The build system for DTP started out with the main goal of "run for anyone," but with time and pressure, cruft slipped in. Going forward, we'd like to migrate to the eclipse "base" builder, but would also like to re-capture the "run for anyone" goal if possible too.

Any thoughts/experience out there? Anyone want to help DTP with this (I think it would benefit us all....)?

3 Comments:

Blogger Pascal said...

Before going for the full automated build with automatic checkout, etc. I recommend you to start simple with only PDE Build (the eclipse base builder supersets pde build) and build the smallest feature you have.
To do so please try the instructions in the PDE Build section of the help system (http://help.eclipse.org/help32/topic/org.eclipse.pde.doc.user/guide/tasks/pde_feature_build.htm)

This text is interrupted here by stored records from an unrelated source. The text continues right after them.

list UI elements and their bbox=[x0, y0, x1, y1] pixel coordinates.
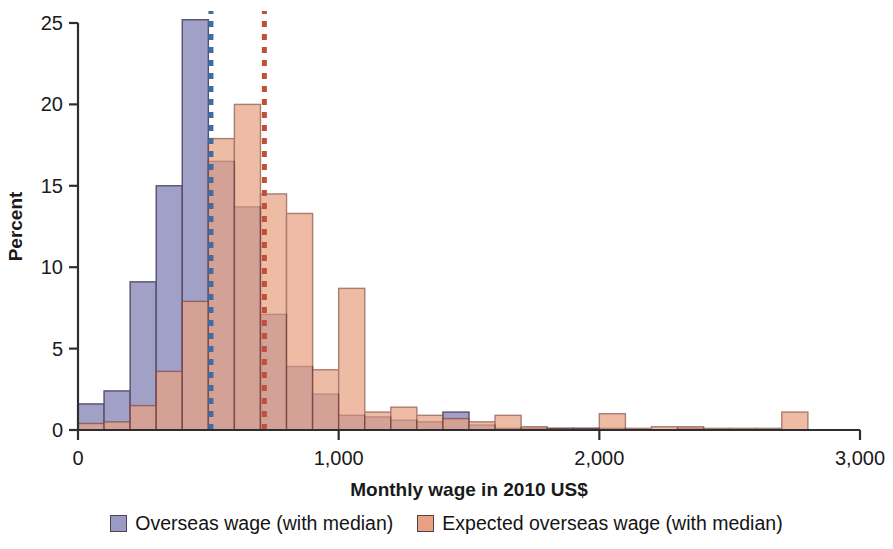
histogram-bar bbox=[182, 301, 208, 430]
y-tick-label: 15 bbox=[41, 175, 63, 197]
histogram-bar bbox=[287, 213, 313, 430]
y-tick-label: 0 bbox=[52, 419, 63, 441]
chart-figure: 051015202501,0002,0003,000 Percent Month… bbox=[0, 0, 893, 549]
histogram-bar bbox=[156, 371, 182, 430]
histogram-bar bbox=[130, 406, 156, 430]
histogram-bar bbox=[339, 288, 365, 430]
histogram-plot: 051015202501,0002,0003,000 Percent Month… bbox=[0, 0, 893, 549]
legend-swatch-expected-overseas-wage bbox=[417, 515, 434, 532]
histogram-bar bbox=[599, 414, 625, 430]
bars-layer bbox=[78, 20, 808, 430]
legend-label-expected-overseas-wage: Expected overseas wage (with median) bbox=[442, 512, 782, 535]
x-axis-title: Monthly wage in 2010 US$ bbox=[350, 479, 588, 500]
y-tick-label: 20 bbox=[41, 93, 63, 115]
legend-swatch-overseas-wage bbox=[110, 515, 127, 532]
legend-item: Expected overseas wage (with median) bbox=[417, 512, 782, 535]
legend-item: Overseas wage (with median) bbox=[110, 512, 393, 535]
y-tick-label: 25 bbox=[41, 12, 63, 34]
histogram-bar bbox=[313, 370, 339, 430]
x-tick-label: 2,000 bbox=[574, 447, 624, 469]
legend-label-overseas-wage: Overseas wage (with median) bbox=[135, 512, 393, 535]
x-tick-label: 0 bbox=[72, 447, 83, 469]
histogram-bar bbox=[104, 422, 130, 430]
histogram-bar bbox=[469, 422, 495, 430]
histogram-bar bbox=[234, 104, 260, 430]
histogram-bar bbox=[443, 419, 469, 430]
histogram-bar bbox=[391, 407, 417, 430]
y-tick-label: 5 bbox=[52, 338, 63, 360]
chart-legend: Overseas wage (with median) Expected ove… bbox=[0, 512, 893, 535]
histogram-bar bbox=[495, 415, 521, 430]
y-tick-label: 10 bbox=[41, 256, 63, 278]
histogram-bar bbox=[417, 415, 443, 430]
y-axis-title: Percent bbox=[5, 191, 26, 261]
x-tick-label: 1,000 bbox=[314, 447, 364, 469]
histogram-bar bbox=[365, 412, 391, 430]
histogram-bar bbox=[782, 412, 808, 430]
histogram-series bbox=[78, 20, 704, 430]
x-tick-label: 3,000 bbox=[835, 447, 885, 469]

Once you are done with that, add automatic checkout and additional magic and finally move to the releng base builder (note that what base builder is mostly glue specific to the eclipse platform team with respect to build publishing and testing).

9:48 PM

 
Blogger Kim Moir said...

If you are interested in learning more about pde build and the platform build process these documents are good starting points

http://www.eclipse.org/articles/Article-PDE-Automation/automation.html

http://wiki.eclipse.org/index.php/Platform-releng-faq#Eclipsecon_2006_presentation

For us, the releng team is the only one that runs the builds. The reason is that our builds are very long (two hours for build, four hours for junit tests and 14 hours for performance tests). If everyone ran builds there would be scheduling conflicts with the test machines.
This probably isn't an issue for other projects that produce a smaller number of zips and fewer tests. Several of our teams run their junit tests before submitting their content to an integration build which allows them to validate their submission without running a full build themselves.

If you have questions regarding the eclipse basebuilder, please ask questions on platform-releng-dev@eclipse.org or eclipse.platform.

9:35 AM

 
Blogger John Graham said...

Kim, le scal:

Thanks for the links and advice: DTP will certainly be looking into the base PDE builder going forward, and will use the forums mentioned to post questions.